Recent times are forcing us to spend more time in our homes. Concepts like home office and homeschooling have become our new normality. And with that, we rediscovered the spaces of our own houses.


arquitetura covid casa
Photo by Jeremy Alford on Unsplash

Because of our strenuous routine, it is normal to spend about 12 hours or more between work, traffic, construction, projects, school, university... and as a consequence, the house had become a place to sleep. We leave in the morning and return at night. The quarantine and social distancing period was not only a psychological or physical shock, but it was also spatial. And why does architecture matter at this moment?


Everyone, without exception, started to see their residences with different eyes. Confined in ourselves, we perceive the insufficient sunlight in the environments, the crossed flows, the small reforms that have never been made, the rearranging that are eternally postponed, the noises never heard before. Personally, I have always had the concept of home linked to the place where I receive and share with those who are dear to me. But what can be changed from now on?

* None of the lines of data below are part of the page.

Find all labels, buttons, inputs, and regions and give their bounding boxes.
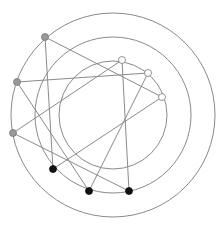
node-black-b1: [50, 166, 57, 173]
node-black-b3: [126, 188, 133, 195]
edge-g3-b3: [13, 133, 129, 191]
edge-g3-w1: [13, 60, 122, 133]
node-gray-g1: [42, 34, 49, 41]
edge-g2-w2: [17, 73, 148, 82]
edge-w2-b2: [89, 73, 148, 191]
node-black-b2: [86, 188, 93, 195]
circle-outer: [11, 13, 215, 217]
circle-inner: [59, 61, 167, 169]
node-white-w2: [145, 70, 152, 77]
node-gray-g2: [14, 79, 21, 86]
circle-middle: [35, 37, 191, 193]
concentric-circles: [11, 13, 215, 217]
edge-g1-w3: [45, 37, 162, 97]
node-gray-g3: [10, 130, 17, 137]
node-white-w3: [159, 94, 166, 101]
edge-g2-b2: [17, 82, 89, 191]
radial-graph-diagram: [0, 0, 224, 227]
node-white-w1: [119, 57, 126, 64]
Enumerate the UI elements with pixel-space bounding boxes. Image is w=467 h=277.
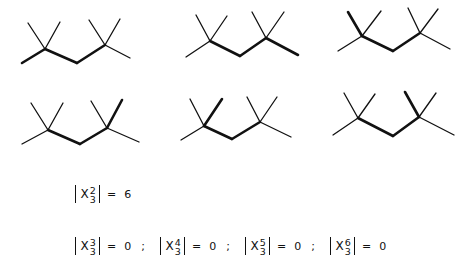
bold-bond [240,38,266,56]
abs-bar-left [160,237,161,255]
separator: ; [226,240,230,253]
formula-term: X 6 3 = 0 [327,236,386,256]
bond [362,11,381,36]
bold-bond [80,128,107,144]
bond [358,94,375,118]
equals-sign: = [362,240,371,253]
bond [91,101,107,128]
bond [420,33,450,49]
abs-bar-right [184,237,185,255]
indices: 2 3 [90,186,96,204]
value: 0 [379,240,386,253]
equals-sign: = [277,240,286,253]
bold-bond [393,117,419,136]
bond [196,15,210,41]
separator: ; [311,240,315,253]
bond [247,97,260,122]
variable: X [80,187,88,201]
bond [190,99,204,126]
bold-bond [77,45,105,63]
bold-bond [348,12,362,36]
bold-bond [393,33,420,51]
formula-term: X 5 3 = 0 ; [242,236,327,256]
bond [48,103,63,130]
abs-bar-right [269,237,270,255]
bold-bond [204,99,222,126]
bold-bond [204,126,232,139]
indices: 4 3 [175,238,181,256]
bond [260,122,291,137]
bond [333,118,358,135]
indices: 3 3 [90,238,96,256]
formula-line-1: X 2 3 = 6 [72,184,131,204]
abs-bar-left [75,185,76,203]
bond [89,20,105,45]
abs-bar-right [99,237,100,255]
subscript: 3 [90,247,96,256]
bold-bond [362,36,393,51]
abs-bar-left [75,237,76,255]
bond [419,93,436,117]
bold-bond [22,49,45,63]
bond [419,117,454,135]
bond [344,93,358,118]
molecule-5 [181,97,291,140]
bold-bond [210,41,240,56]
bold-bond [48,130,80,144]
formula-term: X 4 3 = 0 ; [157,236,242,256]
bond [210,16,227,41]
molecule-6 [333,92,454,136]
molecule-diagrams [0,0,467,170]
value: 0 [209,240,216,253]
bond [105,45,130,58]
variable: X [335,239,343,253]
bond [408,8,420,33]
equals-sign: = [107,240,116,253]
abs-bar-right [99,185,100,203]
bond [252,12,266,38]
equals-sign: = [192,240,201,253]
bond [31,103,48,130]
formula-term: X 3 3 = 0 ; [72,236,157,256]
molecule-4 [22,100,139,144]
molecule-2 [186,12,298,57]
bond [338,36,362,51]
abs-bar-left [245,237,246,255]
subscript: 3 [345,247,351,256]
value: 0 [294,240,301,253]
abs-bar-left [330,237,331,255]
bond [266,12,284,38]
bond [186,41,210,57]
bold-bond [45,49,77,63]
bold-bond [358,118,393,136]
variable: X [80,239,88,253]
bond [22,130,48,144]
formula-term: X 2 3 = 6 [72,184,131,204]
variable: X [165,239,173,253]
subscript: 3 [260,247,266,256]
bond [45,22,60,49]
separator: ; [141,240,145,253]
bold-bond [266,38,298,55]
indices: 5 3 [260,238,266,256]
bond [105,19,120,45]
bond [420,9,438,33]
subscript: 3 [90,195,96,204]
bond [181,126,204,140]
bond [28,23,45,49]
bold-bond [405,92,419,117]
variable: X [250,239,258,253]
molecule-1 [22,19,130,63]
indices: 6 3 [345,238,351,256]
equals-sign: = [107,188,116,201]
formula-line-2: X 3 3 = 0 ; X 4 3 = 0 ; X 5 3 = 0 ; X [72,236,386,256]
bold-bond [107,100,122,128]
value: 0 [124,240,131,253]
molecule-3 [338,8,450,51]
bold-bond [232,122,260,139]
bond [260,97,277,122]
bond [107,128,139,142]
abs-bar-right [354,237,355,255]
value: 6 [124,188,131,201]
subscript: 3 [175,247,181,256]
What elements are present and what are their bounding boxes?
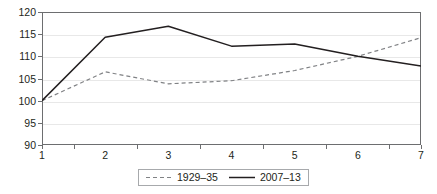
- line-chart: 9095100105110115120 1234567 1929–35 2007…: [0, 0, 437, 194]
- x-axis-tick-mark: [137, 145, 138, 149]
- x-axis-tick-mark: [263, 145, 264, 149]
- series-line-1929-35: [42, 38, 421, 101]
- x-axis-tick-mark: [326, 145, 327, 149]
- solid-line-swatch: [229, 174, 255, 181]
- y-axis-tick-label: 95: [2, 118, 36, 128]
- legend-item-2007-13[interactable]: 2007–13: [229, 172, 301, 183]
- y-axis-tick-label: 110: [2, 51, 36, 61]
- chart-legend: 1929–35 2007–13: [138, 169, 309, 186]
- y-axis-tick-label: 100: [2, 96, 36, 106]
- series-layer: [42, 12, 421, 145]
- legend-label-1929-35: 1929–35: [177, 172, 218, 183]
- legend-item-1929-35[interactable]: 1929–35: [146, 172, 218, 183]
- x-axis-tick-label: 1: [39, 150, 45, 161]
- x-axis-tick-label: 6: [355, 150, 361, 161]
- y-axis-tick-label: 90: [2, 140, 36, 150]
- dashed-line-swatch: [146, 174, 172, 181]
- y-axis-tick-label: 120: [2, 7, 36, 17]
- x-axis-tick-label: 2: [102, 150, 108, 161]
- x-axis-tick-label: 7: [418, 150, 424, 161]
- x-axis-tick-mark: [74, 145, 75, 149]
- x-axis: 1234567: [42, 150, 421, 166]
- x-axis-tick-mark: [200, 145, 201, 149]
- x-axis-tick-mark: [389, 145, 390, 149]
- x-axis-tick-mark: [42, 145, 43, 149]
- y-axis-tick-label: 105: [2, 74, 36, 84]
- series-line-2007-13: [42, 26, 421, 100]
- y-axis-tick-label: 115: [2, 29, 36, 39]
- x-axis-tick-label: 5: [292, 150, 298, 161]
- x-axis-tick-label: 3: [165, 150, 171, 161]
- legend-label-2007-13: 2007–13: [260, 172, 301, 183]
- x-axis-tick-label: 4: [229, 150, 235, 161]
- x-axis-tick-mark: [421, 145, 422, 149]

pandemia casa covid arquitetura
Photo by Drew Coffman on Unsplash

Historically, these health-related moments of crisis have always influenced architecture. In the 19th century, after cholera and smallpox epidemics, the first sanitary laws in England emerged, which influenced the great reforms of Paris and Barcelona, by the hands of Baron Haussmann and Idelfons Cerdá, respectively.

As students and architects, we are prompted, kinda like a mystical gift, to think and solve the house and the city for others. The reality that is established with the pandemic will force us to review concepts and think about residential design solutions that are more focused on practicality, coziness, and retreat.


casa covid arquitetura
Photo by Gabriel Beaudry on Unsplash

Nowadays, our routine has been replaced by something we still don't acknowledge. Perhaps it is because it represents a world that is continuously advancing and cycles that are constantly moving forward. Or perhaps it is just the opposite; a symbolic dimension that will open a window in our reality to greener gardens, a brighter sky, and will facilitate the connection, through this journey, with the best in ourselves.


Yes, the future is unpredictable, yet mysterious and perplexing. In this obscurity, however, we architects have the responsibility to think better about the spaces of the houses, and to cast light on that future, so that people can live better.